The population of the United States is shifting south, the U.S. Census Bureau says, as if the convoys of moving vans out of cities west and north hadn't already made that fact plainly obvious.

Now a couple of years removed from the last major census, the Bureau reports that the nation's mean center may officially put down roots in the South (capital S) by 2030.

The latest U.S. "center of population," established last year, is Hartville, Mo., a few miles east of Springfield in the Missouri Ozark foothills. And nobody considers that really the South. (The South starts at Pine Bluff, Ark., as Paul Greenberg used to say.)

Analysts don't want to attribute this trend to any one factor yet. But we all know what they don't seem to want to acknowledge: Expats from the coasts and northeastern urban corridors are drawn to warmer temperatures, lower taxes, and affordable costs of living of the South. In many cases, they're not so much drawn to the South as they are fleeing their former locales.

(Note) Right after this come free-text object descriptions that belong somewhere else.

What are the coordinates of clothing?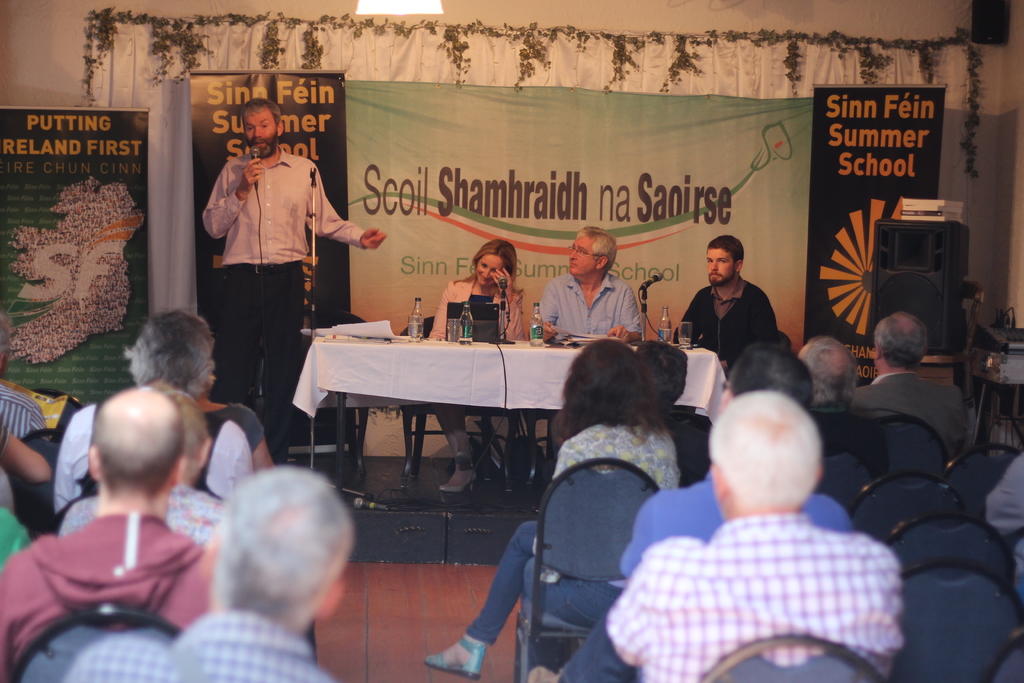
{"left": 428, "top": 280, "right": 529, "bottom": 469}.
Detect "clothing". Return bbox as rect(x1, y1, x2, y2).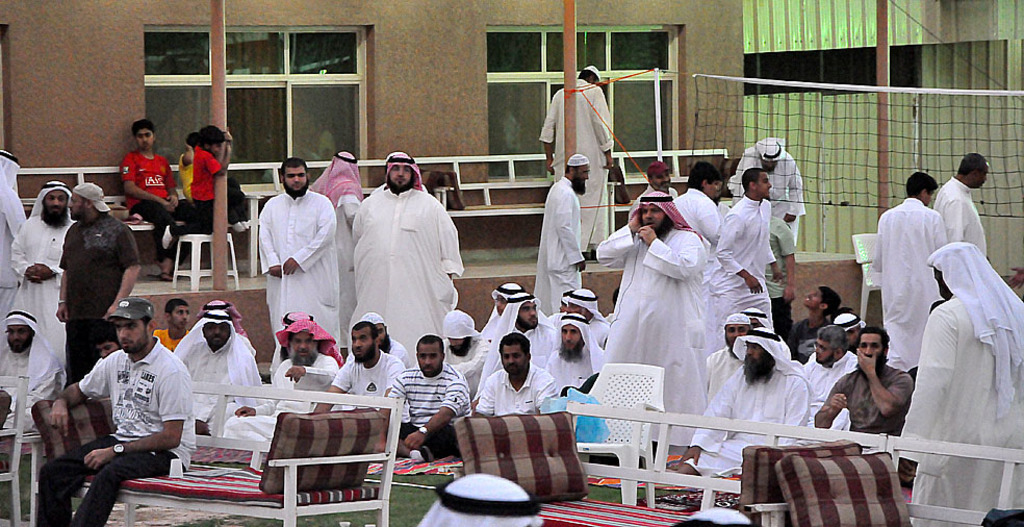
rect(532, 77, 624, 239).
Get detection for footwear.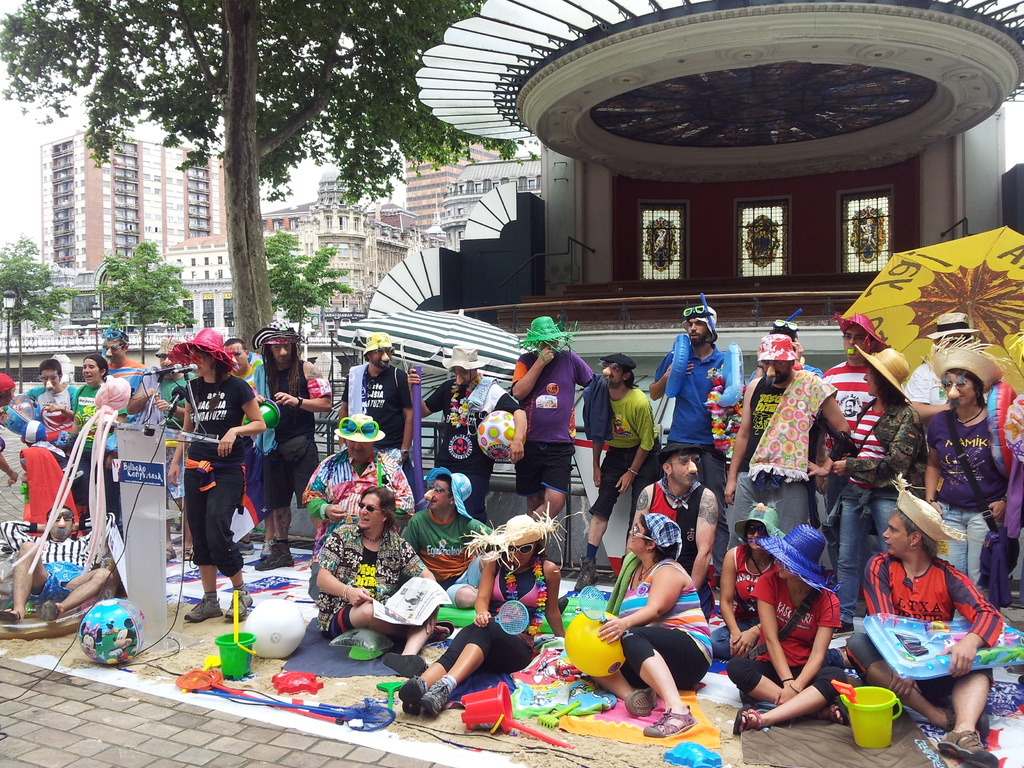
Detection: <region>230, 584, 253, 620</region>.
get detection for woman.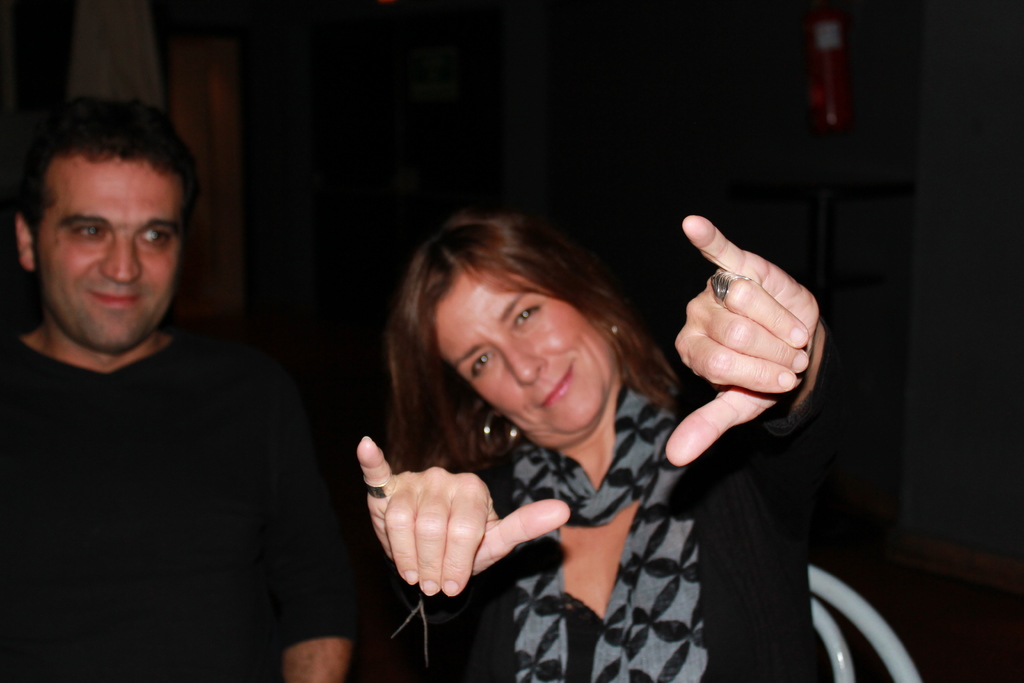
Detection: box=[354, 208, 841, 682].
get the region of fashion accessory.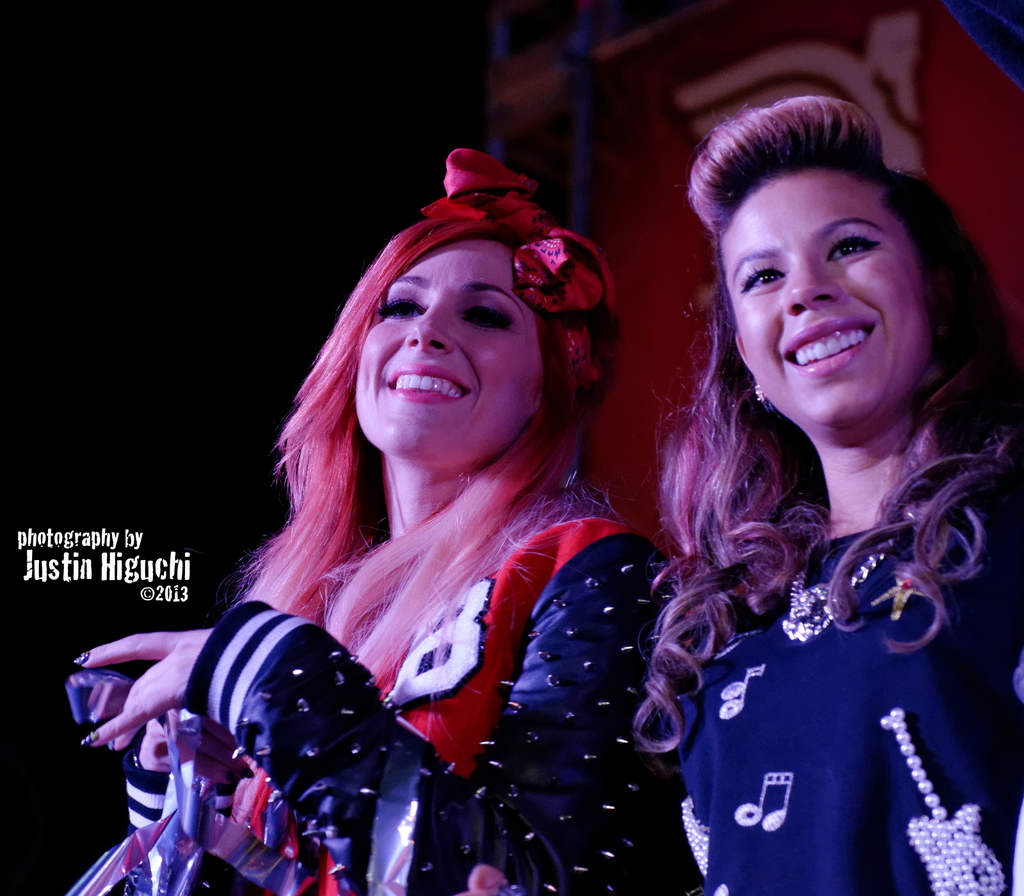
(74,655,88,663).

The AP says departures from western states ramped up in 2021 after domestic migration had represented a net gain for the West each year since 2010.

The pandemic likely played a role, but so did restrictive state laws and measures around covid precautions. And the craziness that goes down in Portland probably played a role in Oregon losing more than 17,000 residents to other states in 2021.

Most western expats moved from California. Funny how folks don't like the government telling them what kind of car to drive. But from '21 to '22, Alaska, Hawaii, New Mexico and Washington state also lost population, while other western states that previously had experienced rapid growth saw smaller increases than usual.

The South's big four soaking up most of this domestic migration: Texas, Florida, North Carolina and Georgia.

Back in 1790, the first center of population for the country was determined to be Chestertown, Md., the AP reports. Since then, the center has moved steadily westward as the nation grew. And once the 20th century delivered that heavenly manna known as air conditioning, the South became more palatable, and U.S. growth trends took a southwesterly turn.

Analysts expect the center to head "due south" by 2030, which would represent the first time the U.S. population center didn't shift at least partly west, according to the bureau folks.

Google Maps reveals what lies due south of Hartville: mostly Ozark wilderness. But eventually, after only about 80 miles, it crosses the state line into Baxter County and Arkansas.

So, welcome to Arkansas, soon to be the center of all of us. And when that happens, we'll have to rethink where the South starts.